Deploying an IoT solution involves more moving parts than most organisations expect. People tend to start with the exciting bits like dashboards and data, but a working deployment actually requires careful decisions at every layer of the stack. Here is how those layers connect and what to think about at each stage.
Starting with the hardware
Every deployment begins with the question: what are we actually measuring? Temperature in a cold store, vibration on a motor, location of a fleet, CO2 levels in an office. The answer shapes everything that follows.
Beyond what you are measuring, you need to think about how often you need readings, how the device is powered, and what environment it will live in. A sensor reporting every five minutes on battery power in a dry warehouse is a straightforward proposition. A sensor reporting every ten seconds, powered by solar, in a saltwater marine environment is a very different project.
For LoRaWAN deployments, we typically go one of two routes: sourcing proven off-the-shelf hardware through Hexaspot, or working with WeIoT to develop something custom when nothing on the market quite fits the brief.
Getting data off the device
Sensors are useless if their data never reaches the cloud. For LoRaWAN, that means deploying gateways with enough coverage to serve your deployment area. The decisions here are whether to build on a public network or deploy private infrastructure, how many gateways you need for reliable coverage (including redundancy), and what backhaul options are available at each site.
This is where a lot of self-managed deployments run into trouble. Coverage planning requires RF expertise, and the ongoing monitoring and maintenance of gateway hardware is a bigger commitment than people expect. EdgePilot exists to take this off your plate entirely, handling everything from site surveys through to ongoing firmware management and 24/7 monitoring.
The network server
Between the gateways and your application sits the LoRaWAN Network Server, a piece of middleware that handles device authentication, data routing, adaptive data rates, and downlink scheduling. It is not glamorous, but it needs to be reliable because everything flows through it.
Chirpcloud provides this as a managed service built on ChirpStack, the leading open-source LoRaWAN network server. The practical benefit is that there is no server infrastructure to maintain, scaling is automatic, and you do not need a DevOps team to keep things running.
Turning data into something useful
Raw sensor payloads are just numbers. The application layer is where those numbers become information people can act on. This covers the dashboards and visualisation tools, the alerting rules that notify someone when a threshold is breached, the API integrations that feed IoT data into existing business systems like ERP or warehouse management platforms, and the historical data storage that enables trend analysis and reporting.
Connect IoT provides the sensors and solutions for field deployments, while Trackpac delivers the monitoring dashboard, alerting, and automation that tie everything together. Both integrate with the lower layers of the stack natively, so there is no custom glue code to maintain.
Adding indoor positioning
Not every deployment needs it, but for projects that require location awareness inside buildings, WiFind adds WiFi fingerprinting-based positioning that works both indoors and outdoors, complementing GPS and LoRaWAN-based tracking.
The real challenge is integration
In our experience, no single layer of the IoT stack is particularly hard to get right in isolation. The difficulty is getting all of them to work together smoothly. When each layer comes from a different vendor, you end up juggling different APIs, different support channels, different update cycles, and a lot of finger-pointing when something breaks.
That is fundamentally why Connect IoT Group is structured the way it is. Having every layer under one roof means our engineering teams collaborate daily, our platforms are designed to interoperate, and clients have a single point of contact for their entire IoT infrastructure. It is a simpler way to build and run these systems.
Where to start
If you are planning a deployment, start with the business problem you are trying to solve and work backwards from there. Define the outcome you need, figure out what data would give you that outcome, and then work through the layers. We are always happy to help with scoping and architecture early in the process.
Ready to plan your IoT deployment? We can help you scope the right solution from sensor to dashboard.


YOUR INSTRUCTIONS: Show all lines below holding the string "data".

BEGIN EXTRACTED INFORMATION

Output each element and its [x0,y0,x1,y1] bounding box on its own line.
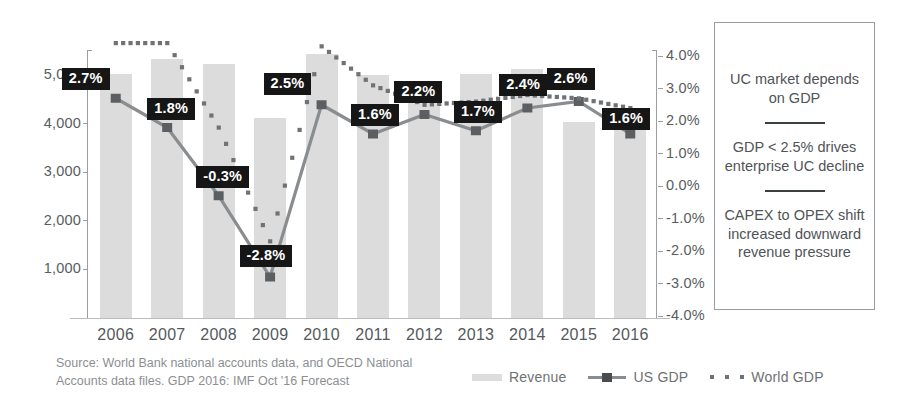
data-label: 2.4% [499,74,547,96]
source-note: Source: World Bank national accounts dat… [56,355,456,391]
source-line-1: Source: World Bank national accounts dat… [56,355,456,373]
right-tick-2: 2.0% [658,112,700,128]
revenue-bar [254,118,286,318]
legend-item-us-gdp: US GDP [588,369,688,385]
revenue-bar [563,122,595,318]
world-gdp-dot [614,103,618,107]
world-gdp-dot [547,94,551,98]
callout-text-1: UC market depends on GDP [723,70,866,107]
legend-label-world-gdp: World GDP [751,369,823,385]
world-gdp-dot [128,41,132,45]
world-gdp-dot [187,77,191,81]
chart-legend: Revenue US GDP World GDP [472,369,824,385]
data-label: 2.7% [62,68,110,90]
world-gdp-dot [121,41,125,45]
chart-root: 5,0004,0003,0002,0001,000 4.0%3.0%2.0%1.… [0,0,899,411]
world-gdp-dot [143,41,147,45]
right-axis-cap [652,50,657,51]
revenue-bar [408,92,440,318]
world-gdp-dot [246,191,250,195]
world-gdp-dot [577,96,581,100]
left-tick-4: 1,000 [12,260,88,276]
data-label: 2.2% [394,81,442,103]
category-axis-line [70,318,670,319]
us-gdp-marker [574,97,584,106]
right-tick-4: 0.0% [658,177,700,193]
world-gdp-dot [136,41,140,45]
right-tick-3: 1.0% [658,145,700,161]
source-line-2: Accounts data files. GDP 2016: IMF Oct '… [56,373,456,391]
category-label: 2016 [600,326,660,344]
dotted-line-swatch-icon [710,375,744,379]
right-tick-7: -3.0% [658,275,705,291]
left-axis-cap [87,50,92,51]
left-tick-3: 2,000 [12,212,88,228]
data-label: 1.6% [351,104,399,126]
right-tick-1: 3.0% [658,80,700,96]
right-tick-0: 4.0% [658,47,700,63]
legend-label-us-gdp: US GDP [633,369,688,385]
world-gdp-dot [290,156,294,160]
bar-swatch-icon [472,374,502,381]
world-gdp-dot [165,41,169,45]
world-gdp-dot [349,67,353,71]
data-label: 2.5% [264,73,312,95]
data-label: 1.7% [454,101,502,123]
legend-item-world-gdp: World GDP [710,369,823,385]
world-gdp-dot [584,98,588,102]
callout-text-2: GDP < 2.5% drives enterprise UC decline [723,138,866,175]
world-gdp-dot [445,101,449,105]
revenue-bar [511,69,543,318]
world-gdp-dot [342,61,346,65]
revenue-bar [203,64,235,318]
insight-callout-box: UC market depends on GDP GDP < 2.5% driv… [714,22,875,310]
world-gdp-dot [114,41,118,45]
right-tick-8: -4.0% [658,307,705,323]
world-gdp-dot [320,44,324,48]
data-label: -2.8% [240,245,293,267]
revenue-bar [100,74,132,318]
left-tick-1: 4,000 [12,115,88,131]
world-gdp-dot [562,95,566,99]
world-gdp-dot [158,41,162,45]
world-gdp-dot [297,128,301,132]
line-marker-swatch-icon [588,372,626,382]
world-gdp-dot [150,41,154,45]
right-tick-5: -1.0% [658,210,705,226]
world-gdp-dot [599,100,603,104]
data-label: 1.8% [147,98,195,120]
data-label: 2.6% [547,68,595,90]
legend-item-revenue: Revenue [472,369,566,385]
world-gdp-dot [592,99,596,103]
world-gdp-dot [555,95,559,99]
callout-divider-2 [765,190,825,192]
callout-text-3: CAPEX to OPEX shift increased downward r… [723,206,866,262]
world-gdp-dot [195,89,199,93]
data-label: -0.3% [196,166,249,188]
world-gdp-dot [503,96,507,100]
right-tick-6: -2.0% [658,242,705,258]
world-gdp-dot [173,53,177,57]
revenue-bar [614,130,646,318]
left-tick-2: 3,000 [12,163,88,179]
data-label: 1.6% [602,108,650,130]
right-axis-line [656,50,657,318]
world-gdp-dot [606,102,610,106]
world-gdp-dot [569,96,573,100]
legend-label-revenue: Revenue [509,369,566,385]
callout-divider-1 [765,122,825,124]
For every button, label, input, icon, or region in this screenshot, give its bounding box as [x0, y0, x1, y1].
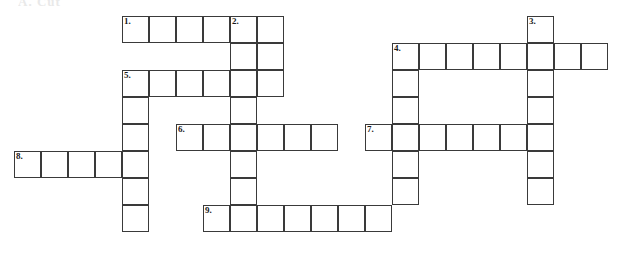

END EXTRACTED INFORMATION

REPLY TO THE TASK:
data-label: 2.4% [499,74,547,96]
data-label: 2.7% [62,68,110,90]
data-label: 2.2% [394,81,442,103]
source-line-2: Accounts data files. GDP 2016: IMF Oct '… [56,373,456,391]
data-label: 1.6% [351,104,399,126]
data-label: 2.5% [264,73,312,95]
data-label: 1.7% [454,101,502,123]
data-label: -2.8% [240,245,293,267]
data-label: 1.8% [147,98,195,120]
data-label: 2.6% [547,68,595,90]
data-label: -0.3% [196,166,249,188]
data-label: 1.6% [602,108,650,130]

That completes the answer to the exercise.